Ida Oberman is an English learner and immigrant, Dutch born and German educated. After Waldorf School in Tübingen Germany and her Waldorf teacher training in Stuttgart she earned a BA from Swarthmore College and a PhD from Stanford. After a decade of teaching in New York City, US, and serving as education program officer of the Hewlett Foundation, she joined a community-based organization, Faith in Action East Bay, to work with parents, community leaders and fellow educators. In 2010, she founded the country’s first intercultural public Waldorf school, the Community School for Creative Education, where she served as Executive Director until her retirement in 2023.

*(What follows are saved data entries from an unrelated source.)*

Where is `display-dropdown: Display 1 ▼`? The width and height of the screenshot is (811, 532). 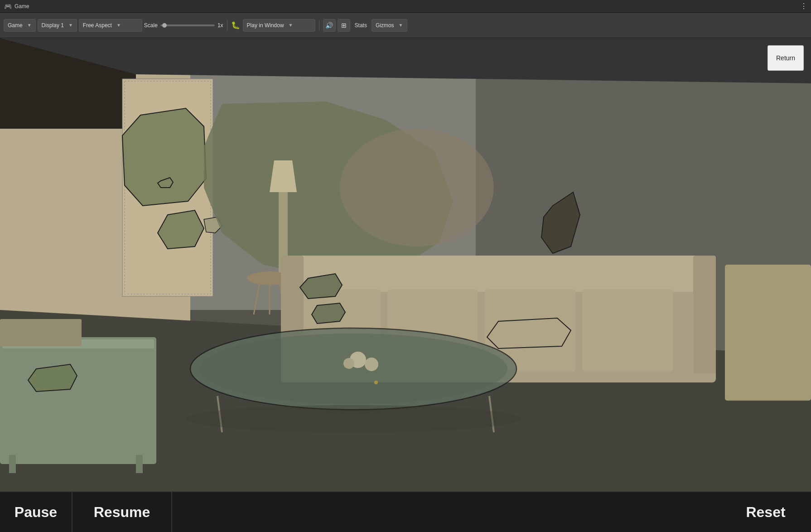 display-dropdown: Display 1 ▼ is located at coordinates (57, 25).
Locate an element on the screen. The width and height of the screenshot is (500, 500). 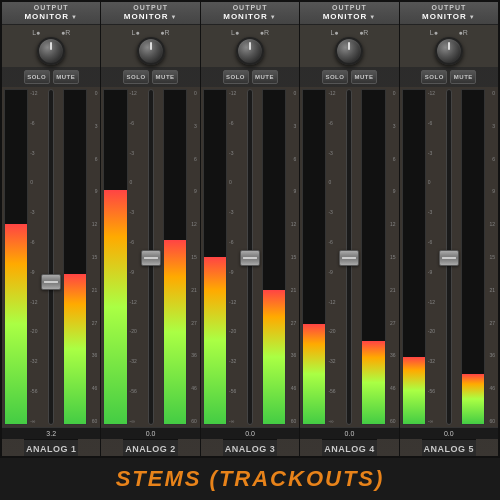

Monique Brinson is the Founding CEO/Head of Cultivation of EnCompass Four Corners School, Camp, Institute, & Center. She is a graduate of Harvard Graduate School of Education (HGSE) with an Ed.M., in Education Leadership. Her first Master’s in education was in teaching from Boston University-Wheelock College of Education and Human Development. She majored in Sociology and minored in Black Studies. She has 22 years of experience as an urban and suburban school administrator in Boston, Massachusetts, as well as Oakland, Santa Monica, and Pleasant Hill, California, in systems ranging from large school districts, to charter, and most recently, a small independent school. From 2017—2020 she served as Community School for Creative Education principal. She received her Waldorf training from the Mills College Graduate School of Education and is currently continuing her studies at the Bay Area Center for Waldorf Teacher Training (BACWTT).